Abstract
The combination of interactions and static gauge fields plays a pivotal role in our understanding of strongly correlated quantum matter. Cold atomic gases endowed with a synthetic dimension are emerging as an ideal platform to experimentally address this interplay in quasi-one-dimensional systems. A fundamental question is whether these setups can give access to pristine two-dimensional phenomena, such as the fractional quantum Hall effect, and how. We show that unambiguous signatures of bosonic and fermionic Laughlin-like states can be observed and characterized in synthetic ladders. We theoretically diagnose these Laughlin-like states focusing on the chiral current flowing in the ladder, on the central charge of the low-energy theory, and on the properties of the entanglement entropy. Remarkably, Laughlin-like states are separated from conventional liquids by Lifschitz-type transitions, characterized by sharp discontinuities in the current profiles, which we address using extensive simulations based on matrix-product states. Our work provides a qualitative and quantitative guideline towards the observability and understanding of strongly correlated states of matter in synthetic ladders. In particular, we unveil how state-of-the-art experimental settings constitute an ideal starting point to progressively tackle two-dimensional strongly interacting systems from a ladder viewpoint, opening a new perspective for the observation of non-Abelian states of matter.

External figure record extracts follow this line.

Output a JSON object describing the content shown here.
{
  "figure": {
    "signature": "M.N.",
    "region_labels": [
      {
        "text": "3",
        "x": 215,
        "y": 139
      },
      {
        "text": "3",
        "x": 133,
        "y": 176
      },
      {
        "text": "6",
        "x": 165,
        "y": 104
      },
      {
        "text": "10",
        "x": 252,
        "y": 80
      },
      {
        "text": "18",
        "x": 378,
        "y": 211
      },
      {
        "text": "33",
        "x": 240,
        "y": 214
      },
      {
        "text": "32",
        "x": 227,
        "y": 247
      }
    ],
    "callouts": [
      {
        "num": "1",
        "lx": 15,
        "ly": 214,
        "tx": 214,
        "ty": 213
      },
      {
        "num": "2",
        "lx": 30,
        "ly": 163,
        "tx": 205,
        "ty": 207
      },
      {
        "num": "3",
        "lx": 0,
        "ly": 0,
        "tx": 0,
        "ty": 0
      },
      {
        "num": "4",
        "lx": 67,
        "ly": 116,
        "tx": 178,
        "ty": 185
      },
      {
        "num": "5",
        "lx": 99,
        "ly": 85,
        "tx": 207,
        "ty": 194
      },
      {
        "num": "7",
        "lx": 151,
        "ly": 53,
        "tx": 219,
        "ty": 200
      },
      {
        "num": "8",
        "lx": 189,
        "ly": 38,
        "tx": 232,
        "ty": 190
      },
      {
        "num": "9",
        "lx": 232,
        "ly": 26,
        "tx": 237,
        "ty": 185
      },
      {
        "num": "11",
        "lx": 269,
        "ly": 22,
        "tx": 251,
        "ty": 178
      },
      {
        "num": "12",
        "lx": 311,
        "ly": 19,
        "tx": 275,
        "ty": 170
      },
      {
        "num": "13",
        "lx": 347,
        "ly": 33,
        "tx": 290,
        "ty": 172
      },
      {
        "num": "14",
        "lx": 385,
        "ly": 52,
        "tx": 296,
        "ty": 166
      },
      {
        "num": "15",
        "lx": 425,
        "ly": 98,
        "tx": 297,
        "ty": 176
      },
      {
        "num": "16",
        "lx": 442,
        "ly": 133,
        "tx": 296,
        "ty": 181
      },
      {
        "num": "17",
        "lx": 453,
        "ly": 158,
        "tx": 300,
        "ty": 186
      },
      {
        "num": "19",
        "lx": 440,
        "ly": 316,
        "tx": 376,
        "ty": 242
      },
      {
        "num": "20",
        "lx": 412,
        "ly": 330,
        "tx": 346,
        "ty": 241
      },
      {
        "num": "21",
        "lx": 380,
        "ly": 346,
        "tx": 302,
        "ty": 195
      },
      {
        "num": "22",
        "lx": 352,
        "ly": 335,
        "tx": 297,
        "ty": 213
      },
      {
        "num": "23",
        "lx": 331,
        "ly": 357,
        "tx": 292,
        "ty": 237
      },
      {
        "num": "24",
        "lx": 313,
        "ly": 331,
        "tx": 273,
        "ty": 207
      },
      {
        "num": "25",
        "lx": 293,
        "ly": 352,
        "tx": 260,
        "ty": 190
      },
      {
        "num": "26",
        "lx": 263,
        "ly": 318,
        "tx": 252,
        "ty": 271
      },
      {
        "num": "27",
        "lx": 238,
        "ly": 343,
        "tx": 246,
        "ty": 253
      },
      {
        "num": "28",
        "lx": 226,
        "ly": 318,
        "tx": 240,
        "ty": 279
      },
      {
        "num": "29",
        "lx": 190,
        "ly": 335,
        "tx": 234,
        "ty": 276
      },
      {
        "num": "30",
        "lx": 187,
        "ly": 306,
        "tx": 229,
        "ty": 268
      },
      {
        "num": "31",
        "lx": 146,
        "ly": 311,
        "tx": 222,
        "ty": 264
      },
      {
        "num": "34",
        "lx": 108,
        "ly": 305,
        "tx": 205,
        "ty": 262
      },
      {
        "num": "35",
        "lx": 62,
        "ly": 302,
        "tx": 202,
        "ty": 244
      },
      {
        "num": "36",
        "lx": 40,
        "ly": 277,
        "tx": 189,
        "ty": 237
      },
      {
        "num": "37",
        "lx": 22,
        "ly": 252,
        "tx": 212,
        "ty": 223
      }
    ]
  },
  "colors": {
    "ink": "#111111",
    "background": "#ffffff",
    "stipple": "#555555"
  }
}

10 More- Received 20 December 2016
DOI:https://doi.org/10.1103/PhysRevX.7.021033
Published by the American Physical Society under the terms of the Creative Commons Attribution 4.0 International license. Further distribution of this work must maintain attribution to the author(s) and the published article’s title, journal citation, and DOI.
Published by the American Physical Society
Physics Subject Headings (PhySH)
Popular Summary
The quantum Hall effect is one of the most spectacular phenomena in condensed-matter physics. A two-dimensional gas of electrons in a magnetic field exhibits a perfectly quantized electrical conductance—a manifestation of quantum mechanics at the macroscopic scale. Remarkably, despite being composed of whole particles, the quantization can have a fraction of an electron charge. This is the basis of several proposals for fault-tolerant quantum-computing hardware. There are unprecedented possibilities for future quantum technologies if the fractional quantum Hall effect could be created in an ultracold atomic gas, but such a state has not been observed yet. We theoretically show that the one-dimensional analog of this effect appears in several experimentally relevant setups, and we discuss how this result could be verified in the near future.
Our approach relies on the concept of synthetic dimensions, a recently proposed and experimentally verified scheme that interprets atomic states as positions along a lattice. We focus on “synthetic ladders,” namely, systems consisting of two coupled one-dimensional chains. Using several complementary techniques, ranging from analytical methods to numerical ones, we show unambiguous signatures of the fractional quantum Hall effect in such setups by characterizing the current counterflowing on the two chains and by measuring other more sophisticated observables.
We believe that our work opens a path toward the experimental realization of the fractional quantum Hall effect with ultracold atoms and provides the scientific community with landmark results for this research field.